What to do after ssh-add?

Tumbleweed 20210422

I have a number of keys entered using ssh-add. I can now log in to remote sites without the password step.

Then I log out. Most of those keys added by ssh-add are no longer added. A post mentioned that entries in <.ssh/config> using the IdentityFile command are permanent, i.e., they are loaded when logging in. Not my experience. (The config file has perms 600.)

Oddly, there is one key that is permanent; it happens to be the first in the list of IdentityFile entries.

How do I make the other keys a permanent feature in the login startup?
Is only one IdentityFile entry allowed?

That’s correct in general. ssh-add adds keys to running SSH agent; logging out likely terminates this agent and logging in starts new instance.

A post mentioned

What post?
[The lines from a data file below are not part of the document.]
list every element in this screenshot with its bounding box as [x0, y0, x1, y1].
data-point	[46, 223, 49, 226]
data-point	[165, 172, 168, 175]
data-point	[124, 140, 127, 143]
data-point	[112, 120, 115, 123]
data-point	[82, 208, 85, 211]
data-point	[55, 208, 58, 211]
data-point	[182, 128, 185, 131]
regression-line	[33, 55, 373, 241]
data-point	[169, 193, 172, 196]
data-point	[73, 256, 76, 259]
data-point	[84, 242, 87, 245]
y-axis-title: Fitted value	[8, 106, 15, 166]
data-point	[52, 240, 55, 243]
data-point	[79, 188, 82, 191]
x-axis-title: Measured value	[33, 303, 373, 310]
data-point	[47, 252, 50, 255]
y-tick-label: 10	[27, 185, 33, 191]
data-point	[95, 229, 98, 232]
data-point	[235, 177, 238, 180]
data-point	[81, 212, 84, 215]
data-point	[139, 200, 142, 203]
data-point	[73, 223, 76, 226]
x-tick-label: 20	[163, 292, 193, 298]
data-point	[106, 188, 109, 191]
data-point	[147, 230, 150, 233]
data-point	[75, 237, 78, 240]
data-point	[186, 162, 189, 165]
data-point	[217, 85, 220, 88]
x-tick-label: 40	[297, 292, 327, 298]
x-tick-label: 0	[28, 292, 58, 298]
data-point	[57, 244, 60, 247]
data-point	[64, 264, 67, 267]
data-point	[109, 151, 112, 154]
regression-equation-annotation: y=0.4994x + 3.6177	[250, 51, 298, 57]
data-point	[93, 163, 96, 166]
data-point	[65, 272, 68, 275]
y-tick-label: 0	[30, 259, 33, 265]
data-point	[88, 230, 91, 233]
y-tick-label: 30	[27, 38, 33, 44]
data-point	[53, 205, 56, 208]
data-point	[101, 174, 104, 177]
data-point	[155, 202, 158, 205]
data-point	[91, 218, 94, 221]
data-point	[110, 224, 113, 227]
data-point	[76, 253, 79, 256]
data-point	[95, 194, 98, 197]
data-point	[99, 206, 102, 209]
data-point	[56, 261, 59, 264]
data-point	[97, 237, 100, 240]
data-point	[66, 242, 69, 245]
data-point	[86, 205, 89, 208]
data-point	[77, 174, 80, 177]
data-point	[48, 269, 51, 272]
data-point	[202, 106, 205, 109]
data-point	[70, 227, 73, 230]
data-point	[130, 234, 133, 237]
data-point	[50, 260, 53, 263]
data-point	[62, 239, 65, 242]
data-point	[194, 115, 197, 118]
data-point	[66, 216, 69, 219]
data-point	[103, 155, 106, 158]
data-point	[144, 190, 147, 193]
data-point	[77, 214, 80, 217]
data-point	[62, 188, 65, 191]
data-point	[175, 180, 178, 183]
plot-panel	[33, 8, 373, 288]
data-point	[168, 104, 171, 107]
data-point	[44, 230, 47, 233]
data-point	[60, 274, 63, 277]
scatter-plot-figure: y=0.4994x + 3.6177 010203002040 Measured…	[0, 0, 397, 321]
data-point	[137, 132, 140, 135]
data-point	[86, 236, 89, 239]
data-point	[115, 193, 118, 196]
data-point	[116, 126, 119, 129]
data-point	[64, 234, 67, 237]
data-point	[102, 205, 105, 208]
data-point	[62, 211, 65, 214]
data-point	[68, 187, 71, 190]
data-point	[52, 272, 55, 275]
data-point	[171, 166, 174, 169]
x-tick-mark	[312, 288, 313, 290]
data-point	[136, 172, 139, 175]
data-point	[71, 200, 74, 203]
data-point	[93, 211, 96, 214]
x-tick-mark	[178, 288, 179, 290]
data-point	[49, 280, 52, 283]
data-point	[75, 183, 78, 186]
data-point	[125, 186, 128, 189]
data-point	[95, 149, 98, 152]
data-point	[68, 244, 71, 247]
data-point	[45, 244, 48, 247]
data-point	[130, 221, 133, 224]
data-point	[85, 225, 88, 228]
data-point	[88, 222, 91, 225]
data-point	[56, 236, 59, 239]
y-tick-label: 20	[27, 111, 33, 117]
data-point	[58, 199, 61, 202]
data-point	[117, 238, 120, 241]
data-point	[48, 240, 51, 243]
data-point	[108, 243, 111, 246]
We cannot comment on something we have never seen.

Anyway, it is heavily dependent on desktop environment you are using, and you did not mention it.

jimoe666, I am a bit unsure what you are trying.

“ssh-add” is a component of the “ssh-agent”, which in turn is often used when your keys are additionally secured by a password. Without a “ssh-agent” you have to type in the appropriate passphrase every time you are using one of your private keys.
The declaration of which key will used and for what, is independent of that topic and could be done as following:


$ vim ~/.ssh/config

Match host=computer1,computer2,computer3
   IdentitiesOnly yes
   IdentityFile ~/.ssh/id_rsa_1

Match host=example.com
   IdentitiesOnly yes
   IdentityFile ~/.ssh/id_ed25519

I am sure, “ssh-add -L” will show you all keys. For me the question is, what are we talking about? Is it the management of different identities in general or indeed a ssh-agent topic because all of your keys are additionally secured by a password?
If so, how should the agent have been launched? There exists multiple ways.

[quote]A post mentioned …

What post? We cannot comment on something we have never seen. [/quote]

Anyway, it is heavily dependent on desktop environment you are using, and you did not mention it.

Gnome v40.0

I found the magic: Include the public key with the private keys in <.ssh/>.

While the first answer may be interpreted this way, it is really incorrect in the context of original question. But later this thread does mention that …

Gnome v40.0

… gnome-keyring automatically adds all identities with public keys that are located in standard place (~/.ssh). This is gnome-keyring specific and has really nothing to do with ssh-add which is why I asked about DE.

You can mostly get the same result without gnome-keyring by setting AddKeysToAgent ssh option. Then ssh will add private key to agent the first time it is used. Advantage is that identity file can be anywhere. The difference is that gnome-keyring allows you to store passphrase for SSH key in its own keyring which is encrypted by your login password and automatically used it to unlock SSH key. That requires that login password is known to gnome-keyring, so does not work for auto-autologin (unless keyring is unlocked by other means).